As America’s biggest motorcycle manufacturer turns 115 years old, it doesn’t strain the art of metaphor too heavily to say the company is at a crossroads. Harley-Davidson makes a lot of money offof its past, but the future demands it must turn onto a strange, unpaved road.

John Scott Lewinski
Driving Into 2019: Harley Davidson Isn't Running Out Of Gas


While most of its overall income still flows from older, well-heeled riders who can afford H-D’s comfort-centric bikes, developing demographics and cultural trends make it clear Harley must evolve or become roadkill. So, the company needs to please its aging, dwindling but well-funded crop of veteran customers with one hand while grooming new products and concepts to attract younger riders with the other.

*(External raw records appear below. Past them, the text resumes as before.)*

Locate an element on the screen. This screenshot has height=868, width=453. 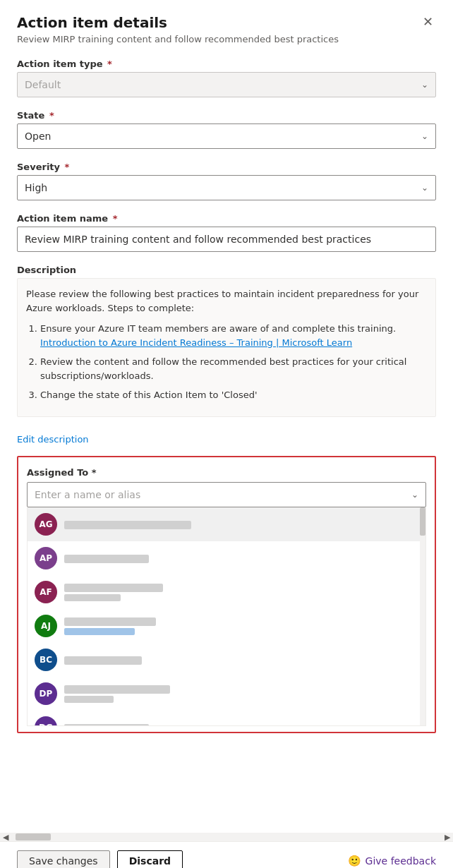
avatar: BC is located at coordinates (46, 660). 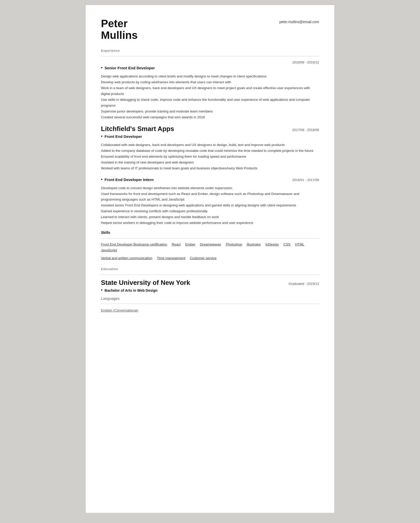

Harley-Davidson’s 115th anniversary celebration kicked off earlier this year in Prague for the European faithful, but the party came home to Harley’s hometown of Milwaukee the last week of August. Early autumn weather greeted the Orange and Black as it offered the assembled motorcycle media a firsthand look at just how it plans to manage its temporal juggling act between the steady money of the past and economic demands of days inbound.

A party took over a city of more than 600,000 people with a mix of denim, leather and rattling engine noise. From the shores of Lake Michigan to the domain of dairy farms, special events and concerts brought riders from across the United States, and around the world, together to celebrate the metal and memories of their two-wheeled love affairs.